Horse advocates celebrate bill’s failure

Wild horses drink from a water tank in this 2017 R-C file photo.

Wild horses drink from a water tank in this 2017 R-C file photo.

 

Opponents are celebrating the failure of a bill that would have urged Congress to fund a plan to reduce the number of wild horses to break out of the Nevada senate on Wednesday.

Senate Joint Resolution 3 claimed there are 50,000 wild horses on Nevada’s public lands, three times the 12,800 the Bureau of Land Management asserts should be in its herd management areas.

Under the Legislature’s rules, Wednesday was the date for bills to pass through the house of origin. The bill never came up for a vote.

According to the Legislature’s web site, the resolution hadn’t seen the inside of a committee since April 1 when an amendment sought to prioritize a contraceptive program that was pioneered with the Fish Springs herd nearly seven years ago.

On Wednesday, the American Wild Horse Campaign declared victory in fighting the resolution, that included letters, petitions and advertising in publications around Western Nevada, including The Record-Courier.

As with all bills that fail to meet deadlines, sponsors may attempt to introduce them in a different form before the Legislature adjourns in June.

According to the campaign, the April 1 amendment was adopted, prompting the coalition that sought the bill to withdraw their support.

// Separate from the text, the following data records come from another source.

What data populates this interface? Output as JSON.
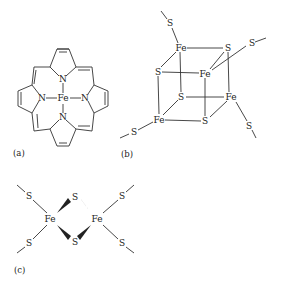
{
  "figure": {
    "panels": [
      {
        "id": "a",
        "caption": "(a)",
        "description": "Iron porphyrin (heme-like) complex",
        "atoms": {
          "center": "Fe",
          "n_top": "N",
          "n_left": "N",
          "n_right": "N",
          "n_bottom": "N"
        }
      },
      {
        "id": "b",
        "caption": "(b)",
        "description": "Fe4S4 cubane cluster with four terminal thiolate ligands",
        "atoms": {
          "s_term_1": "S",
          "fe1": "Fe",
          "s1": "S",
          "s_term_2": "S",
          "s2": "S",
          "fe2": "Fe",
          "s3": "S",
          "fe3": "Fe",
          "fe4": "Fe",
          "s4": "S",
          "s_term_3": "S",
          "s_term_4": "S"
        }
      },
      {
        "id": "c",
        "caption": "(c)",
        "description": "Fe2S2 cluster with four terminal thiolate ligands",
        "atoms": {
          "fe_left": "Fe",
          "fe_right": "Fe",
          "s_bridge_top": "S",
          "s_bridge_bottom": "S",
          "s_ul": "S",
          "s_ll": "S",
          "s_ur": "S",
          "s_lr": "S"
        }
      }
    ],
    "colors": {
      "ink": "#333333",
      "background": "#ffffff"
    }
  }
}
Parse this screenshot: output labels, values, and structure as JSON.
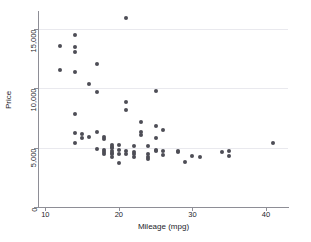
{
  "chart_data": {
    "type": "scatter",
    "title": "",
    "xlabel": "Mileage (mpg)",
    "ylabel": "Price",
    "xlim": [
      9,
      43
    ],
    "ylim": [
      0,
      16500
    ],
    "xticks": [
      10,
      20,
      30,
      40
    ],
    "xtick_labels": [
      "10",
      "20",
      "30",
      "40"
    ],
    "yticks": [
      0,
      5000,
      10000,
      15000
    ],
    "ytick_labels": [
      "0",
      "5,000",
      "10,000",
      "15,000"
    ],
    "grid": "horizontal",
    "legend": "none",
    "marker": {
      "shape": "circle",
      "color": "#4d4d56",
      "size": 4
    },
    "points": [
      {
        "x": 12,
        "y": 13594
      },
      {
        "x": 12,
        "y": 11497
      },
      {
        "x": 14,
        "y": 14500
      },
      {
        "x": 14,
        "y": 13466
      },
      {
        "x": 14,
        "y": 13050
      },
      {
        "x": 14,
        "y": 11385
      },
      {
        "x": 14,
        "y": 7827
      },
      {
        "x": 14,
        "y": 6229
      },
      {
        "x": 14,
        "y": 5397
      },
      {
        "x": 15,
        "y": 6165
      },
      {
        "x": 15,
        "y": 5788
      },
      {
        "x": 16,
        "y": 10372
      },
      {
        "x": 16,
        "y": 5899
      },
      {
        "x": 17,
        "y": 12044
      },
      {
        "x": 17,
        "y": 9690
      },
      {
        "x": 17,
        "y": 6295
      },
      {
        "x": 17,
        "y": 4890
      },
      {
        "x": 18,
        "y": 5886
      },
      {
        "x": 18,
        "y": 5705
      },
      {
        "x": 18,
        "y": 4816
      },
      {
        "x": 18,
        "y": 4589
      },
      {
        "x": 18,
        "y": 4482
      },
      {
        "x": 19,
        "y": 5222
      },
      {
        "x": 19,
        "y": 5079
      },
      {
        "x": 19,
        "y": 4934
      },
      {
        "x": 19,
        "y": 4723
      },
      {
        "x": 19,
        "y": 4504
      },
      {
        "x": 19,
        "y": 4424
      },
      {
        "x": 19,
        "y": 4172
      },
      {
        "x": 20,
        "y": 5189
      },
      {
        "x": 20,
        "y": 4757
      },
      {
        "x": 20,
        "y": 4424
      },
      {
        "x": 20,
        "y": 3667
      },
      {
        "x": 21,
        "y": 15906
      },
      {
        "x": 21,
        "y": 8814
      },
      {
        "x": 21,
        "y": 8129
      },
      {
        "x": 21,
        "y": 4733
      },
      {
        "x": 21,
        "y": 4482
      },
      {
        "x": 22,
        "y": 5104
      },
      {
        "x": 22,
        "y": 4647
      },
      {
        "x": 22,
        "y": 4425
      },
      {
        "x": 22,
        "y": 4172
      },
      {
        "x": 23,
        "y": 7140
      },
      {
        "x": 23,
        "y": 6295
      },
      {
        "x": 23,
        "y": 6079
      },
      {
        "x": 24,
        "y": 5172
      },
      {
        "x": 24,
        "y": 4499
      },
      {
        "x": 24,
        "y": 4187
      },
      {
        "x": 24,
        "y": 4060
      },
      {
        "x": 25,
        "y": 9735
      },
      {
        "x": 25,
        "y": 6850
      },
      {
        "x": 25,
        "y": 5798
      },
      {
        "x": 25,
        "y": 4816
      },
      {
        "x": 25,
        "y": 4741
      },
      {
        "x": 26,
        "y": 6486
      },
      {
        "x": 26,
        "y": 4723
      },
      {
        "x": 26,
        "y": 4389
      },
      {
        "x": 28,
        "y": 4748
      },
      {
        "x": 28,
        "y": 4647
      },
      {
        "x": 29,
        "y": 3798
      },
      {
        "x": 30,
        "y": 4296
      },
      {
        "x": 31,
        "y": 4195
      },
      {
        "x": 34,
        "y": 4647
      },
      {
        "x": 35,
        "y": 4697
      },
      {
        "x": 35,
        "y": 4296
      },
      {
        "x": 41,
        "y": 5397
      }
    ]
  }
}
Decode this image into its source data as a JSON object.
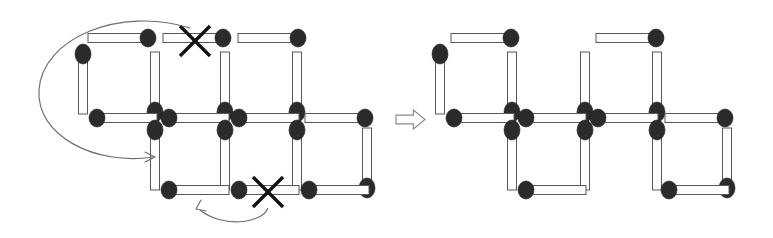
{
  "figure": {
    "background_color": "#ffffff",
    "width": 773,
    "height": 238
  },
  "style": {
    "stick_body_fill": "#fdfdfd",
    "stick_body_stroke": "#58585a",
    "stick_head_color": "#2b2b2e",
    "cross_color": "#121214",
    "motion_arrow_color": "#6d6d70",
    "transform_arrow_fill": "#ffffff",
    "transform_arrow_stroke": "#8a8a8d",
    "stick_length": 62,
    "stick_thickness": 9,
    "head_radius_x": 8,
    "head_radius_y": 9
  },
  "left_figure": {
    "label": "initial-arrangement",
    "matches": [
      {
        "id": "L-top-1",
        "orientation": "horizontal",
        "x": 88,
        "y": 38,
        "head": "right",
        "crossed": false
      },
      {
        "id": "L-top-2",
        "orientation": "horizontal",
        "x": 163,
        "y": 38,
        "head": "right",
        "crossed": true
      },
      {
        "id": "L-top-3",
        "orientation": "horizontal",
        "x": 238,
        "y": 38,
        "head": "right",
        "crossed": false
      },
      {
        "id": "L-up-v1",
        "orientation": "vertical",
        "x": 83,
        "y": 52,
        "head": "top",
        "crossed": false
      },
      {
        "id": "L-up-v2",
        "orientation": "vertical",
        "x": 155,
        "y": 52,
        "head": "bottom",
        "crossed": false
      },
      {
        "id": "L-up-v3",
        "orientation": "vertical",
        "x": 225,
        "y": 52,
        "head": "bottom",
        "crossed": false
      },
      {
        "id": "L-up-v4",
        "orientation": "vertical",
        "x": 297,
        "y": 52,
        "head": "bottom",
        "crossed": false
      },
      {
        "id": "L-mid-1",
        "orientation": "horizontal",
        "x": 95,
        "y": 118,
        "head": "left",
        "crossed": false
      },
      {
        "id": "L-mid-2",
        "orientation": "horizontal",
        "x": 167,
        "y": 118,
        "head": "left",
        "crossed": false
      },
      {
        "id": "L-mid-3",
        "orientation": "horizontal",
        "x": 237,
        "y": 118,
        "head": "left",
        "crossed": false
      },
      {
        "id": "L-mid-4",
        "orientation": "horizontal",
        "x": 305,
        "y": 118,
        "head": "right",
        "crossed": false
      },
      {
        "id": "L-lo-v1",
        "orientation": "vertical",
        "x": 155,
        "y": 128,
        "head": "top",
        "crossed": false
      },
      {
        "id": "L-lo-v2",
        "orientation": "vertical",
        "x": 225,
        "y": 128,
        "head": "top",
        "crossed": false
      },
      {
        "id": "L-lo-v3",
        "orientation": "vertical",
        "x": 297,
        "y": 128,
        "head": "top",
        "crossed": false
      },
      {
        "id": "L-lo-v4",
        "orientation": "vertical",
        "x": 367,
        "y": 128,
        "head": "bottom",
        "crossed": false
      },
      {
        "id": "L-bot-1",
        "orientation": "horizontal",
        "x": 167,
        "y": 190,
        "head": "left",
        "crossed": false
      },
      {
        "id": "L-bot-2",
        "orientation": "horizontal",
        "x": 237,
        "y": 190,
        "head": "left",
        "crossed": true
      },
      {
        "id": "L-bot-3",
        "orientation": "horizontal",
        "x": 307,
        "y": 190,
        "head": "left",
        "crossed": false
      }
    ],
    "crosses": [
      {
        "id": "cross-top",
        "cx": 195,
        "cy": 41,
        "size": 15
      },
      {
        "id": "cross-bottom",
        "cx": 268,
        "cy": 192,
        "size": 15
      }
    ],
    "motion_arrows": [
      {
        "id": "arrow-top-match-move",
        "path": "M 190 28 C 120 6 42 38 39 90 C 36 136 96 166 153 157",
        "head": "M 145 152 L 155 157 L 145 162"
      },
      {
        "id": "arrow-bottom-match-move",
        "path": "M 268 208 C 262 224 222 228 200 210",
        "head": "M 201 200 L 196 209 L 206 211"
      }
    ]
  },
  "transform_arrow": {
    "id": "result-arrow",
    "direction": "right",
    "x": 396,
    "y": 110,
    "width": 29,
    "height": 19
  },
  "right_figure": {
    "label": "solved-arrangement",
    "matches": [
      {
        "id": "R-top-1",
        "orientation": "horizontal",
        "x": 451,
        "y": 38,
        "head": "right",
        "crossed": false
      },
      {
        "id": "R-top-3",
        "orientation": "horizontal",
        "x": 596,
        "y": 38,
        "head": "right",
        "crossed": false
      },
      {
        "id": "R-up-v1",
        "orientation": "vertical",
        "x": 440,
        "y": 52,
        "head": "top",
        "crossed": false
      },
      {
        "id": "R-up-v2",
        "orientation": "vertical",
        "x": 512,
        "y": 52,
        "head": "bottom",
        "crossed": false
      },
      {
        "id": "R-up-v3",
        "orientation": "vertical",
        "x": 585,
        "y": 52,
        "head": "bottom",
        "crossed": false
      },
      {
        "id": "R-up-v4",
        "orientation": "vertical",
        "x": 657,
        "y": 52,
        "head": "bottom",
        "crossed": false
      },
      {
        "id": "R-mid-1",
        "orientation": "horizontal",
        "x": 452,
        "y": 118,
        "head": "left",
        "crossed": false
      },
      {
        "id": "R-mid-2",
        "orientation": "horizontal",
        "x": 524,
        "y": 118,
        "head": "left",
        "crossed": false
      },
      {
        "id": "R-mid-3",
        "orientation": "horizontal",
        "x": 596,
        "y": 118,
        "head": "left",
        "crossed": false
      },
      {
        "id": "R-mid-4",
        "orientation": "horizontal",
        "x": 665,
        "y": 118,
        "head": "right",
        "crossed": false
      },
      {
        "id": "R-lo-v1",
        "orientation": "vertical",
        "x": 512,
        "y": 128,
        "head": "top",
        "crossed": false
      },
      {
        "id": "R-lo-v2",
        "orientation": "vertical",
        "x": 585,
        "y": 128,
        "head": "top",
        "crossed": false
      },
      {
        "id": "R-lo-v3",
        "orientation": "vertical",
        "x": 657,
        "y": 128,
        "head": "top",
        "crossed": false
      },
      {
        "id": "R-lo-v4",
        "orientation": "vertical",
        "x": 727,
        "y": 128,
        "head": "bottom",
        "crossed": false
      },
      {
        "id": "R-bot-1",
        "orientation": "horizontal",
        "x": 524,
        "y": 190,
        "head": "left",
        "crossed": false
      },
      {
        "id": "R-bot-3",
        "orientation": "horizontal",
        "x": 667,
        "y": 190,
        "head": "left",
        "crossed": false
      }
    ]
  }
}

“We commend the Senate Natural Resources committee for listening to the citizens of Nevada who want wild horses and burros protected on our public lands, not rounded up, penned and slaughtered,” said Greg Hendricks, the American Wild Horse Campaign’s Carson City-based director of field operations. “Right here in the legislature’s own backyard, we are proving that fertility control is an effective alternative to roundups for humanely managing wild horse populations while keeping these iconic animals wild in their natural habits.”

The campaign received support from the key grazing rights holder in the Pine Nut Mountains, Christopher Bently and from Assemblyman Jim Wheeler, R-Ruhenstroth.

Hendricks manages the Virginia Range horse fertility control program while the Fish Springs program is conducted by the Pine Nut Wild Horse Advocates.

Dosing mares with the contraceptive PZP began in Fish Springs in 2014, but was suspended for around a year after an animal rights organization sued to stop its administration.

A new plan to manage the horses included the use of the contraceptive.

The Fish Springs herd tends to be around 60 horses. The Bureau of Land Management conducted a trapping operation in late 2019 that captured about two dozen horses.

Wild horses and the Fish Spring herd in particular have been a cause celeb in Carson Valley for decades.

In 1969, heavy snow in the Pine Nuts encouraged volunteers to fly hay to the wild horses.

The rescue operation was conducted by helicopter and airplane and gained national attention and an award for volunteers Ed Court, East Fork Justice of the Peace Max Jones and Record-Courier reporter Roberta McConnell from the Animal Protection Institute of America.

The Wild Horse & Burro Act was approved by Congress in December 1971 and will observe its 50th anniversary this year.